Theory of the Tunneling Spectroscopy of Collective Excitations

Abstract
The transfer-Hamiltonian model of a tunnel junction is extended to incorporate the interaction of a tunneling electron with impurities and collective excitations in the barrier region. The associated elastic and inelastic contributions to the tunnel current are evaluated, and are compared with the consequences of (bulk) electron-collective-mode coupling in the conducting electrode. Expressions for incoherent electronphonon coupling via potential fluctuations in the barrier and coherent coupling via constituent atoms of the barrier are derived. Various contributions to both the elastic and inelastic currents due to these coupling mechanisms are classified and evaluated. A prototype square-barrier model, which simulates the potential metal-semiconductor, metal-oxide-metal, or direct pn tunnel junctions, is used to described the "one-electron" aspects of the tunneling characteristics. For a narrow, high barrier at T=0, the one-phonon impurity-induced conductance is proportional to (eV)2(ωDeV)+(ωD)2(eVωD), where ωD is the highest phonon energy. The one-phonon constituent-atom-induced conductance under similar conditions is proportional to (eV)4(ωDeV)+(ωD)4(eVωD). The calculated line shape, temperature dependence, carrier-mass dependence, and impurity-density dependence of the impurity-induced inelastic conductance are shown to agree reasonably well with existing experimental data.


**TASK STATEMENT**
Within these entries, which lines include the string "will"? Copy each one.

**ENTRIES SUPPLIED**
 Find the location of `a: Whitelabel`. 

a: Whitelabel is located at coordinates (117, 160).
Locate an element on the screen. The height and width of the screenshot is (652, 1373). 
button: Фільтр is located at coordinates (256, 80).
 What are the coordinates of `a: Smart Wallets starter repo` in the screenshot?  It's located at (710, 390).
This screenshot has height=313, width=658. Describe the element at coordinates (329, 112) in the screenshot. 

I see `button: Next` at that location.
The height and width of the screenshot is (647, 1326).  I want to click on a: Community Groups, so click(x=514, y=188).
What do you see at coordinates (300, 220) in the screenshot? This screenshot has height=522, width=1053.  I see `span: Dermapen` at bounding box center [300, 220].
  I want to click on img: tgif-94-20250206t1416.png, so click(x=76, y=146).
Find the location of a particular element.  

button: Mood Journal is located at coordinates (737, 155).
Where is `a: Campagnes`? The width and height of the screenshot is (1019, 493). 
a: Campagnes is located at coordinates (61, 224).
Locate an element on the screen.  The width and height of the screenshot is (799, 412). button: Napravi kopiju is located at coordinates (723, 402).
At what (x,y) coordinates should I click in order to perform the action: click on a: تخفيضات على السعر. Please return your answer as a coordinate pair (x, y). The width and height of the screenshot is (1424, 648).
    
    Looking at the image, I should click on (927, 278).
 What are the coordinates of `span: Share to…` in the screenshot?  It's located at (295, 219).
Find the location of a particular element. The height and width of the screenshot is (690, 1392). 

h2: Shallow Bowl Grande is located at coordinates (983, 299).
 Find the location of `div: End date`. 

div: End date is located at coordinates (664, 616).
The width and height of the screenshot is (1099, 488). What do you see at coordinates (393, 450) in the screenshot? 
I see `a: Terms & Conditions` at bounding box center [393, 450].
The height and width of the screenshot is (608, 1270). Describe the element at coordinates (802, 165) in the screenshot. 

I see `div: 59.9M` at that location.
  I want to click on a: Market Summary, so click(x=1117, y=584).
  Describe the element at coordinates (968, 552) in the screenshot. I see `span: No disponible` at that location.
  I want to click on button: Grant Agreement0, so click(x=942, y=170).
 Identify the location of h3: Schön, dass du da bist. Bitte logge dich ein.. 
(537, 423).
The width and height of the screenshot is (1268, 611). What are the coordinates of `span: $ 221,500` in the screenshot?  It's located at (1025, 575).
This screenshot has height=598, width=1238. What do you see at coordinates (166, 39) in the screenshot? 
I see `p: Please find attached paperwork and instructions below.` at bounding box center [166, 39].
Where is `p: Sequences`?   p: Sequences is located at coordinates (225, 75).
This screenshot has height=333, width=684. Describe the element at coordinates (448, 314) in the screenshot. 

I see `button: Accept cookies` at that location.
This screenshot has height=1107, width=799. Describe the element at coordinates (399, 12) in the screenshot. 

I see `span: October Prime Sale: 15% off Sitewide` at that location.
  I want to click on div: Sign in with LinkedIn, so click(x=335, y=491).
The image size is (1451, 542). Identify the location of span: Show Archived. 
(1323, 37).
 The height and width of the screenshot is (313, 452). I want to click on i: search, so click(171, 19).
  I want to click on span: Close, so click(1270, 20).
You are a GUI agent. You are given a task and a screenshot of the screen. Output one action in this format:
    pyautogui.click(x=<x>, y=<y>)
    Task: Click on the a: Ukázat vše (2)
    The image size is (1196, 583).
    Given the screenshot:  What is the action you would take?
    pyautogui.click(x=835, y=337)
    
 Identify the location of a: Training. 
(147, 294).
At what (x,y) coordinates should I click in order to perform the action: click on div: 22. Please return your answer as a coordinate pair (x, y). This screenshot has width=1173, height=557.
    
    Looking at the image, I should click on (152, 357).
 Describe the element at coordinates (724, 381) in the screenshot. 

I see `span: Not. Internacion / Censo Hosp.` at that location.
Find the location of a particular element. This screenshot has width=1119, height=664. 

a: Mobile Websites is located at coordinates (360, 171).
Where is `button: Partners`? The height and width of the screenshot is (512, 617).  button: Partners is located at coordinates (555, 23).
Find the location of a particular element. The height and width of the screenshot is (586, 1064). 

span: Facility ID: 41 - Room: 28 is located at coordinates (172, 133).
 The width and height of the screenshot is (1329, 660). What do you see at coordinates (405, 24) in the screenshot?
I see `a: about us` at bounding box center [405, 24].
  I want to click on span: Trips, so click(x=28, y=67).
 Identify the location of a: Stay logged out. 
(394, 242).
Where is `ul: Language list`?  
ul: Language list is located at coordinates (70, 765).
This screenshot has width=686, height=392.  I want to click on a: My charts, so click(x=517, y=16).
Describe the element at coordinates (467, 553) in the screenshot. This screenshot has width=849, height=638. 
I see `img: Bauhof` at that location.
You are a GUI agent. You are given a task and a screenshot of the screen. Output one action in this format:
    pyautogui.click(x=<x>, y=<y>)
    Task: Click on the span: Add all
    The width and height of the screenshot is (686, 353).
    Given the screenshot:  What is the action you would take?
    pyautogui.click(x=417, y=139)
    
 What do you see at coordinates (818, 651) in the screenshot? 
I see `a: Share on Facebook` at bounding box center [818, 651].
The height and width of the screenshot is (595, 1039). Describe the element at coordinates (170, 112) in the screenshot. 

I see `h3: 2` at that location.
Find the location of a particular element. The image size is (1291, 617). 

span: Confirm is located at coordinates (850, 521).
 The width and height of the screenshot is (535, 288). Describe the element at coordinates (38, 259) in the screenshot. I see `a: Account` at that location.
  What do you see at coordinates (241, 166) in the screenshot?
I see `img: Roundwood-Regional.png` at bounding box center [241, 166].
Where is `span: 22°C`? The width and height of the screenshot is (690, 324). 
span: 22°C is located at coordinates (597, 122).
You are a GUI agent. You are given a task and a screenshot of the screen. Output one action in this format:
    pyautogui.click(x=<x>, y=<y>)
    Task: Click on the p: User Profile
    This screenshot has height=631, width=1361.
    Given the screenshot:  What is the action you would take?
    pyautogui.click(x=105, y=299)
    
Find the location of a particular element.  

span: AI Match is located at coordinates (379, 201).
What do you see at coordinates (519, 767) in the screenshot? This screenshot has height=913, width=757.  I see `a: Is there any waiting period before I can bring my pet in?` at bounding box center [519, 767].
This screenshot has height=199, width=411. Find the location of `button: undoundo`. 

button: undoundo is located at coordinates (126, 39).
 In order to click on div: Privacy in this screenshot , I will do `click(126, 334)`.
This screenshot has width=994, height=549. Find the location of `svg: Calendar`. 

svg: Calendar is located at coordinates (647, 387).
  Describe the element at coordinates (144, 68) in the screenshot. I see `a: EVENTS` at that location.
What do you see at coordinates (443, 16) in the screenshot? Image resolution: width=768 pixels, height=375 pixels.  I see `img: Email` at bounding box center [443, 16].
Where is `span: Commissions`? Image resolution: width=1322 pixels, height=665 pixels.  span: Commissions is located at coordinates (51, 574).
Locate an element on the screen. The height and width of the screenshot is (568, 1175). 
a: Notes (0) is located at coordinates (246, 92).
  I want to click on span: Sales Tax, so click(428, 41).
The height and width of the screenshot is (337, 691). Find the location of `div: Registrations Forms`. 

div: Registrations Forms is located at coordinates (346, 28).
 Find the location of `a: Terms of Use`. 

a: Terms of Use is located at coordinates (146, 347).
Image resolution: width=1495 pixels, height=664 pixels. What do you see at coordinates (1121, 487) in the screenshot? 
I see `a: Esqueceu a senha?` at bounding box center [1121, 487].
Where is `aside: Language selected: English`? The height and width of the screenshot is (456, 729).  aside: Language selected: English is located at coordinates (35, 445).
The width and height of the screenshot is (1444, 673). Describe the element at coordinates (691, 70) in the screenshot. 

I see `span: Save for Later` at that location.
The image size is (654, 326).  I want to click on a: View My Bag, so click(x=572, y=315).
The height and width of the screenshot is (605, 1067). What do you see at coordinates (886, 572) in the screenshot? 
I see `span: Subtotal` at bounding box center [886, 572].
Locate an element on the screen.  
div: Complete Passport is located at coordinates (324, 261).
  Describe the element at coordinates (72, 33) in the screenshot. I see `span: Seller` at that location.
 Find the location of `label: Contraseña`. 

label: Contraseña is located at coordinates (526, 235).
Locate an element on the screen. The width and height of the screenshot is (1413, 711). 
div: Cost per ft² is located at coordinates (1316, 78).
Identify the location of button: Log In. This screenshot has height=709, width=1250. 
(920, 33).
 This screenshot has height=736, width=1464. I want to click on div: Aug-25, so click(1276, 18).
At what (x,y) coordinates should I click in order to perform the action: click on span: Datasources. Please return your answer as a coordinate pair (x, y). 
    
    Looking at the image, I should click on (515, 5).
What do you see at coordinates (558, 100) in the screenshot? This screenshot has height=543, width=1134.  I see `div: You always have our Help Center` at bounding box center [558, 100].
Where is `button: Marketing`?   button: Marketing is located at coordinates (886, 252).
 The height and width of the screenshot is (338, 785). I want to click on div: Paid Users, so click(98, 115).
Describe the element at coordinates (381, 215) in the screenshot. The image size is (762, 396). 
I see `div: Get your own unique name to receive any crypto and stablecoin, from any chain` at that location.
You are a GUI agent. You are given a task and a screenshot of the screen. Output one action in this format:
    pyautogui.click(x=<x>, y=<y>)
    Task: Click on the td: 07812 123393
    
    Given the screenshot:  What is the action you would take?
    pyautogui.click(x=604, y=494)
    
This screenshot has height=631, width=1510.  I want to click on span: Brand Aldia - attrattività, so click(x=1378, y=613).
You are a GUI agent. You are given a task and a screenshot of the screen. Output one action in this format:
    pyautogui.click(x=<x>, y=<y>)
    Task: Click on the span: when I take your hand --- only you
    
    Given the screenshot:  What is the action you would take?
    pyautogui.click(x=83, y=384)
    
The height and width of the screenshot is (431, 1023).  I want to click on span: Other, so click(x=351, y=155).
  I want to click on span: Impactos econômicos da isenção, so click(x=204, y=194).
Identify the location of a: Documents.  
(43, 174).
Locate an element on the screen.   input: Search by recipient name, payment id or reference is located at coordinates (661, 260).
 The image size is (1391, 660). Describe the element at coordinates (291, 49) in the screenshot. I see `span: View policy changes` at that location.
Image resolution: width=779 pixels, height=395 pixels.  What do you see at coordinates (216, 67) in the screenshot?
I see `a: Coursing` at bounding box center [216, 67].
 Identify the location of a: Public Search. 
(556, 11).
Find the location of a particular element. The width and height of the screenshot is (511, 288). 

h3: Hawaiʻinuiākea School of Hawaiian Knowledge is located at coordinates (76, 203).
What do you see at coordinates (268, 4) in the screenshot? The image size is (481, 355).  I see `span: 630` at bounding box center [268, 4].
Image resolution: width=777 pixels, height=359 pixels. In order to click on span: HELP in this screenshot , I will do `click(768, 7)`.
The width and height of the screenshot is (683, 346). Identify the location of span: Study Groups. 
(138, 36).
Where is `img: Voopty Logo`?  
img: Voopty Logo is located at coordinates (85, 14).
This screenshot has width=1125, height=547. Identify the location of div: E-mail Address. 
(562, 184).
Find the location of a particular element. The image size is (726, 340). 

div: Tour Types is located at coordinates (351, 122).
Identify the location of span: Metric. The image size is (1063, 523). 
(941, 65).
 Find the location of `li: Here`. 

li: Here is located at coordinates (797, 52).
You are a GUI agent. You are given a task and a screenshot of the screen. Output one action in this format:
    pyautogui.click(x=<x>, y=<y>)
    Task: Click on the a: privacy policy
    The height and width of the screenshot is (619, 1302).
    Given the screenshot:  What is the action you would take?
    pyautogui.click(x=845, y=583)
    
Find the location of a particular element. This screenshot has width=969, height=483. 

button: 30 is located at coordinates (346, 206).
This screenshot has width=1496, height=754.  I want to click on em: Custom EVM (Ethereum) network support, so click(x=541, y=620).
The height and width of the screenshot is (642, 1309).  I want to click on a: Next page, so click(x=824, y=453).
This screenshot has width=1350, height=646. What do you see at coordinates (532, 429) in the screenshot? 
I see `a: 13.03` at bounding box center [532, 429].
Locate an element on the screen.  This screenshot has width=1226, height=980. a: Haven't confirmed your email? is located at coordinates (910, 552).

**SOLUTION**
 In order to click on div: Privacy in this screenshot , I will do `click(126, 334)`.
Image resolution: width=777 pixels, height=359 pixels. In order to click on span: HELP in this screenshot , I will do `click(768, 7)`.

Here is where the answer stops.